Wattleseed Ensemble | The Orchid and the Wasp
15th February 2025, Nexus Arts, Adelaide, SA
Wattleseed Ensemble is a modern string trio led by co-artistic directors Meg Cohen (violin) and Katie Yap (viola), with cellist David Moran. Despite being based in Melbourne and competing with other major events on this particular Saturday evening (Adelaide Symphony Orchestra, comedian Aaron Chen, and Charli XCX all performing concurrently), the group drew an impressive crowd of local chamber music aficionados to the cosy venue at Nexus Arts. The venue was the perfect size for the ensemble and audience, with the in-room bar adding to the convivial atmosphere.
The program for the evening spanned from medieval to contemporary, embodying the Wattleseed Ensemble’s ethos of story-telling through different eras. The diversity of the program was commendable, with obvious thought put into the selection of music which featured 3 female composers and 3 living composers, including 2 Australians.
The performance opened with a sombre rendition of medieval polymath Hildegard von Bingen’s Ave Generosa. The chilling arrangement by Donald Nicholson was very effective, featuring each musician as the monophonic chant was passed around with the others providing the drone or simple harmony. We then heard excerpts from Bach’s Goldberg Variations arranged for string trio. The instrumentation transformed the familiar melodies by adding sustained phrases, dynamic range and textural richness.
The next two works on the program were composed by South Australians, with both composers in attendance. In Anne Cawrse’s Sanctuary, composed 2021, Cohen and Moran delivered a beautiful meandering duet with a distinctive Australian sound palette, with influences of Sculthorpe and Koehne. We were then treated to the titular work by Jakub Jankowski, which very literally brought the Australian bush to the stage. Using suspended bunches of eucalypt leaves that the performers rustled or bowed with specially-designed guiros throughout, Jankowksi evoked the expansive soundscape of walking along a creek trail on a hot summer day. His inventive use of leaves, sticks and wooden instruments to conjure natural sounds could have been cumbersome in less able hands, but Wattleseed Ensemble expertly realised Jankowski’s ode to symbiosis, composed specifically for this tour.
The program concluded with the driving rhythm of Missy Mazzoli’s Lies You Can Believe In, bookended by arrangements of traditional folk tunes. The ensemble obviously enjoyed performing the Bulgarian and Swedish folk music, which made for a high-energy finale.
Overall, this was an engaging program full of new, newly arranged and rarely performed works, presented at the highest calibre of chamber music performance. The diversity of the program was certainly a highlight, taking the audience on a rapid-fire journey through musical eras and places. I look forward to Wattleseed’s next offering when they return to South Australia.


Go through the records and copy each line where the word "section" occurs.

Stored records

= = = = =

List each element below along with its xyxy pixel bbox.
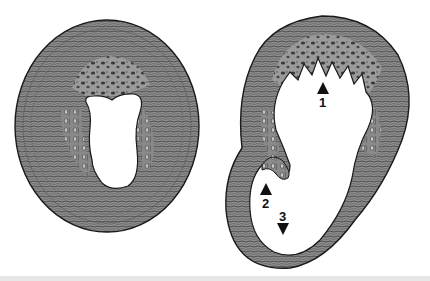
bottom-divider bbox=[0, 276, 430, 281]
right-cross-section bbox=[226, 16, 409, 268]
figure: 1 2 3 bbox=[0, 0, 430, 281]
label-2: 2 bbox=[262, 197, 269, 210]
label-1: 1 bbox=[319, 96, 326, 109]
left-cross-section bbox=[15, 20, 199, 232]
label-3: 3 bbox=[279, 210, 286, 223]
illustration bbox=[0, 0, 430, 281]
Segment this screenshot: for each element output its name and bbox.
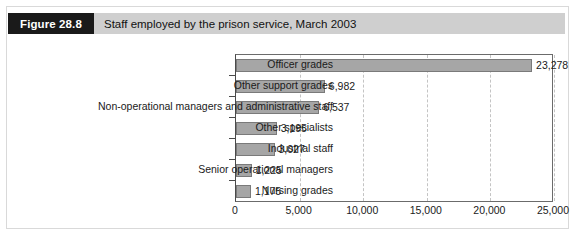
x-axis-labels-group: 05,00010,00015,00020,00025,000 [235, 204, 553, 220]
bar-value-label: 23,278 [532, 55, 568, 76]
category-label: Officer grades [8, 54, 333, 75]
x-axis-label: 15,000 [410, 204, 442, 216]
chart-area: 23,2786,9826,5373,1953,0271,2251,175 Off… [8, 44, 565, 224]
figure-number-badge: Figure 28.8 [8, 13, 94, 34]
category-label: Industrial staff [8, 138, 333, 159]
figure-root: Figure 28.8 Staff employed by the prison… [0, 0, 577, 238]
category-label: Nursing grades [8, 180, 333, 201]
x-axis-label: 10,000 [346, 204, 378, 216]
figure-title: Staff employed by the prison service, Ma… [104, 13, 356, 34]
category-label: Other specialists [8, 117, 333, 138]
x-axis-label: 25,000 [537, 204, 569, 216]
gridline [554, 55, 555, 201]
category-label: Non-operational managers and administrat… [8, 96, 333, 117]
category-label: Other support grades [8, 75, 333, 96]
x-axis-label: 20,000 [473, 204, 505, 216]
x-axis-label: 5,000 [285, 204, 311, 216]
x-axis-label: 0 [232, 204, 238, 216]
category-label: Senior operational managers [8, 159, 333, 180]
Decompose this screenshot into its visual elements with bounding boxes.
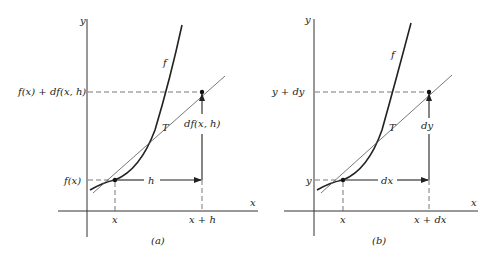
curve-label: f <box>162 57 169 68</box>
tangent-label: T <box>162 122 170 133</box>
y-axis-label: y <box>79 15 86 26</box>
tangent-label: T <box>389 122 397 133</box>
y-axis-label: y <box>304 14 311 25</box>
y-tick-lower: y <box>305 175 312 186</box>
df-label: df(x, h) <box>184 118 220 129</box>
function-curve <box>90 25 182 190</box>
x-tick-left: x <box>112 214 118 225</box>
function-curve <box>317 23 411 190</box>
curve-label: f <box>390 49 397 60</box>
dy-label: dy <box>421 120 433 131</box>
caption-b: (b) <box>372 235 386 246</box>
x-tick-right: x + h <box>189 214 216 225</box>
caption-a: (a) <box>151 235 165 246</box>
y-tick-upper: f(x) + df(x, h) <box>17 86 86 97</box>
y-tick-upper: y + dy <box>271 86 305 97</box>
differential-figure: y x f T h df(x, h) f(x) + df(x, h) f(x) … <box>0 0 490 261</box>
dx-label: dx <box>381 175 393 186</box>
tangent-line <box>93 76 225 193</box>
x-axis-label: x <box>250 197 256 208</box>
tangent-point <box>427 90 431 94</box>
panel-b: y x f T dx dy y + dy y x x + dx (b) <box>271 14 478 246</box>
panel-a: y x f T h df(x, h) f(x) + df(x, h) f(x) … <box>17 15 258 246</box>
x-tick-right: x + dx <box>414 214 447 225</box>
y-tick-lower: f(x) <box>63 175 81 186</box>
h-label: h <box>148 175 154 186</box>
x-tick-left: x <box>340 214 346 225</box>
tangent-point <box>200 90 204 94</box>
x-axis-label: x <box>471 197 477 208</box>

= = = = =

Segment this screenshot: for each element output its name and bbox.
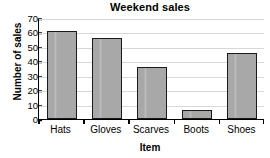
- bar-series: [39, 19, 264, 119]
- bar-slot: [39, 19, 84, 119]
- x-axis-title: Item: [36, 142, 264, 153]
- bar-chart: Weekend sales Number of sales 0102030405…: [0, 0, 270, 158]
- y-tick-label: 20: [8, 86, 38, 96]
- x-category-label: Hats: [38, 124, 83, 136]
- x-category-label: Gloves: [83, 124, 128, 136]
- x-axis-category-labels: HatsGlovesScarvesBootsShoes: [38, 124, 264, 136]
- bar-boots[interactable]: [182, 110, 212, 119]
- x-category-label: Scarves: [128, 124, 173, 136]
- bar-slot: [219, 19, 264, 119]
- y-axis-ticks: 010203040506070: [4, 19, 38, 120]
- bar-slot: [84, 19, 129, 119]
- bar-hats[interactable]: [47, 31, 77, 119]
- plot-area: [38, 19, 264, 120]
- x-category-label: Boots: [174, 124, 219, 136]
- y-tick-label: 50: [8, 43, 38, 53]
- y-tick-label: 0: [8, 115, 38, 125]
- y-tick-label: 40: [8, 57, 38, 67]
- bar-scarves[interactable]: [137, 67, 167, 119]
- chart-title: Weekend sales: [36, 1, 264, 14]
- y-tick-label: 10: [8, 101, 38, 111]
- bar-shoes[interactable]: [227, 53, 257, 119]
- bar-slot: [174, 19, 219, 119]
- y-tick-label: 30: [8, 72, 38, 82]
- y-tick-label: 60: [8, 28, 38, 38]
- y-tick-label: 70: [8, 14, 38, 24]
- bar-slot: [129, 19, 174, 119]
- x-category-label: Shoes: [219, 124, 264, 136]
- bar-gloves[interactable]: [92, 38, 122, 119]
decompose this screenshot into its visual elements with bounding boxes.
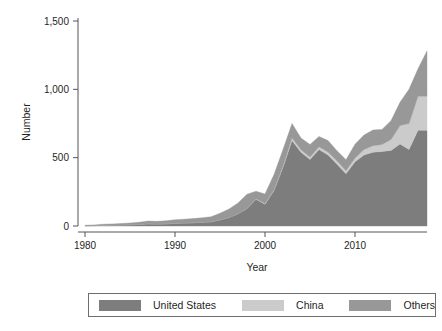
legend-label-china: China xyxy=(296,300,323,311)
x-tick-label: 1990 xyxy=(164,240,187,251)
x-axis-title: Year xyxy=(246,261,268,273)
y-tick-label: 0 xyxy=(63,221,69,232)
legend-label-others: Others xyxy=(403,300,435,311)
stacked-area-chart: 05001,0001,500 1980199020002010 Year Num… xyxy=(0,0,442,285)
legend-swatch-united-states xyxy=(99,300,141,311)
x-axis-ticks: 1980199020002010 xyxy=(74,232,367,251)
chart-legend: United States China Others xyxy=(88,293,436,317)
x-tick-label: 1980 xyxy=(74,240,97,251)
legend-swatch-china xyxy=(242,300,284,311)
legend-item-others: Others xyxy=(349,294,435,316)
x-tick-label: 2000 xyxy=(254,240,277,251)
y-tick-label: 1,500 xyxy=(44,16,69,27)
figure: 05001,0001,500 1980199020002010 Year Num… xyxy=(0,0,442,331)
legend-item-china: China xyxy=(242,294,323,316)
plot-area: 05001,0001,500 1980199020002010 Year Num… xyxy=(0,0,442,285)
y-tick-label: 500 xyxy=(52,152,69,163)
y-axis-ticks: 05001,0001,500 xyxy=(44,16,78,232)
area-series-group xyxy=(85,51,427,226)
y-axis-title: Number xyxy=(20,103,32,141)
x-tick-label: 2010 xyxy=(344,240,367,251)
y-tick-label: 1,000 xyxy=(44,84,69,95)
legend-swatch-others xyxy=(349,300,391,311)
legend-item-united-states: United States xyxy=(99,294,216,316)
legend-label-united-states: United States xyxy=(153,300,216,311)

= = = = =

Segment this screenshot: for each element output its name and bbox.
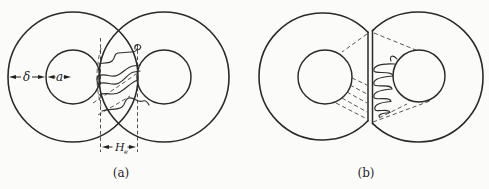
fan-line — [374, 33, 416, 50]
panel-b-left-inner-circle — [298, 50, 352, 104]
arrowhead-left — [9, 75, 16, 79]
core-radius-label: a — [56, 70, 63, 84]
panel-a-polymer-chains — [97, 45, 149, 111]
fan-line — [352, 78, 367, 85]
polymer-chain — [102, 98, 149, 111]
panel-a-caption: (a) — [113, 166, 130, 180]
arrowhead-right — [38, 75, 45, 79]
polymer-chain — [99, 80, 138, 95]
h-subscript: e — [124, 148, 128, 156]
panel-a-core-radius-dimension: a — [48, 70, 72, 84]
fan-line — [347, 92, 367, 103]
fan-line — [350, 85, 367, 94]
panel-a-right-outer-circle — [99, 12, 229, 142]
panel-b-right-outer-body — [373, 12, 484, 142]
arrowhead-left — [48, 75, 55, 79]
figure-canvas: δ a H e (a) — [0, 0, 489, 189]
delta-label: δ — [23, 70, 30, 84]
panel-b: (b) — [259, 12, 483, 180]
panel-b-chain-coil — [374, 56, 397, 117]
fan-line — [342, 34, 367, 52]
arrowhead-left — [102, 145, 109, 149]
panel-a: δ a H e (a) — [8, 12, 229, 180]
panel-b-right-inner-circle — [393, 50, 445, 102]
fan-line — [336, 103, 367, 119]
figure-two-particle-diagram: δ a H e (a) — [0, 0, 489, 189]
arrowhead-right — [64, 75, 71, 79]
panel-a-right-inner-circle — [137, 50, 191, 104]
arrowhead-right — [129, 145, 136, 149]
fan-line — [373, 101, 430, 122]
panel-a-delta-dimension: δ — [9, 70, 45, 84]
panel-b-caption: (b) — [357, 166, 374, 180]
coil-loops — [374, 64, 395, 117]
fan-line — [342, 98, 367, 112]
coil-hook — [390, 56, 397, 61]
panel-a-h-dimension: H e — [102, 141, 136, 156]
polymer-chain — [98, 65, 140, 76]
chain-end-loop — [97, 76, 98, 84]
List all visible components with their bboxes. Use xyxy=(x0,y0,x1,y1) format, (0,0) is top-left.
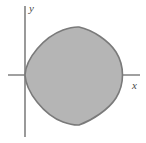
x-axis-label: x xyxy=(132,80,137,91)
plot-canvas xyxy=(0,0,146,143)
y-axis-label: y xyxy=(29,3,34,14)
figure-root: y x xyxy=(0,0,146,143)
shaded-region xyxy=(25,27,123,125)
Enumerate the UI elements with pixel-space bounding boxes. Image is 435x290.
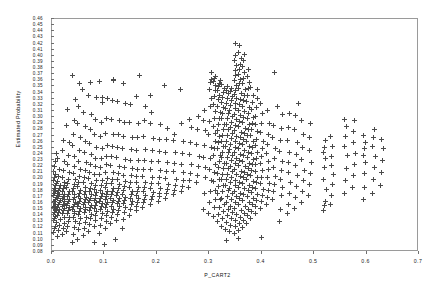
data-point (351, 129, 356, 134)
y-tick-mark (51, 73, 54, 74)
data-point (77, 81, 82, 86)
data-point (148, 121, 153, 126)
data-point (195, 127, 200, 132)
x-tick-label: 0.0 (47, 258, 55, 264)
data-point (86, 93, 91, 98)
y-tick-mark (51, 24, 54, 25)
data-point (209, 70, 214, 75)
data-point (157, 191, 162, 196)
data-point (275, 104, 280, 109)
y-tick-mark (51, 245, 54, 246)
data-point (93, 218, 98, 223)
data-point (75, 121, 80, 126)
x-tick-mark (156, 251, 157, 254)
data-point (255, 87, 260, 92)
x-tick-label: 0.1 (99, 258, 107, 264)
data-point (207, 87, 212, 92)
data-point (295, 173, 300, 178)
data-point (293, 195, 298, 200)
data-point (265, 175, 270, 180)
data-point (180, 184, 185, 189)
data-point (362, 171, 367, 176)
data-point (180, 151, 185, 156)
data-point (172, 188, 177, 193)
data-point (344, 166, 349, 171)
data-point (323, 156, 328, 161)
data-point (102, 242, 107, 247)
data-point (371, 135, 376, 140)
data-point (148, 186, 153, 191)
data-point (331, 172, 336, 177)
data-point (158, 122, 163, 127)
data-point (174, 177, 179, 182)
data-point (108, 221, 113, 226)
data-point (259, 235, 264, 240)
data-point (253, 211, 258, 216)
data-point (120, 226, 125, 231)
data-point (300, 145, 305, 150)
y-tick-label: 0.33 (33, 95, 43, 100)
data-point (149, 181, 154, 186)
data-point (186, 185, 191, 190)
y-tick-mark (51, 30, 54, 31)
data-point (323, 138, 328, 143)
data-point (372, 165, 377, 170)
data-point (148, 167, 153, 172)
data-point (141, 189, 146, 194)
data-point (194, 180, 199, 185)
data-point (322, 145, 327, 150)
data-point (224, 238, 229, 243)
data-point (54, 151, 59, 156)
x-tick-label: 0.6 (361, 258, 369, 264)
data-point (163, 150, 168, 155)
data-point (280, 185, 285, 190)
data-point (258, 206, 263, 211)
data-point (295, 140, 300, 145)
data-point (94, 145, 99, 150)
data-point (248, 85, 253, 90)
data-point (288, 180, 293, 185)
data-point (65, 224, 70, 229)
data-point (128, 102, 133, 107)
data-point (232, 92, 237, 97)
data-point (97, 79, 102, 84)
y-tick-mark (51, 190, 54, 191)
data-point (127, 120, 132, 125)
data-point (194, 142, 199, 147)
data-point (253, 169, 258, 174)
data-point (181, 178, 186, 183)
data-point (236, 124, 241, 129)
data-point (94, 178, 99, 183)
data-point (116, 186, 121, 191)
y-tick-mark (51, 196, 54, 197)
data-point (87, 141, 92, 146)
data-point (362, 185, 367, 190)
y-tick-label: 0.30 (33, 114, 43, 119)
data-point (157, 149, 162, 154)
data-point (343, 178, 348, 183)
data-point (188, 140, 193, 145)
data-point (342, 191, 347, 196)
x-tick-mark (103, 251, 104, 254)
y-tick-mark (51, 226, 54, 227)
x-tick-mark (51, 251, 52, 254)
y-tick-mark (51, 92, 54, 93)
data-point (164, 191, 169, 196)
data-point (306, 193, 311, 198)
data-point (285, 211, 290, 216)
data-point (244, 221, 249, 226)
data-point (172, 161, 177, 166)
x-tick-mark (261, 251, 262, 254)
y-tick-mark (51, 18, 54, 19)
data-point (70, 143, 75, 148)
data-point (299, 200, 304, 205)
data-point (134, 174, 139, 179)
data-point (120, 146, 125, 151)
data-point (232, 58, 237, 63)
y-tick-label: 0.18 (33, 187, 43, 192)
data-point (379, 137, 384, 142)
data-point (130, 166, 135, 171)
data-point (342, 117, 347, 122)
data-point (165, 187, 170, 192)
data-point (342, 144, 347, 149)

= = = = =

» **Your response**:
right-cross-section bbox=[226, 16, 409, 268]
left-cross-section bbox=[15, 20, 199, 232]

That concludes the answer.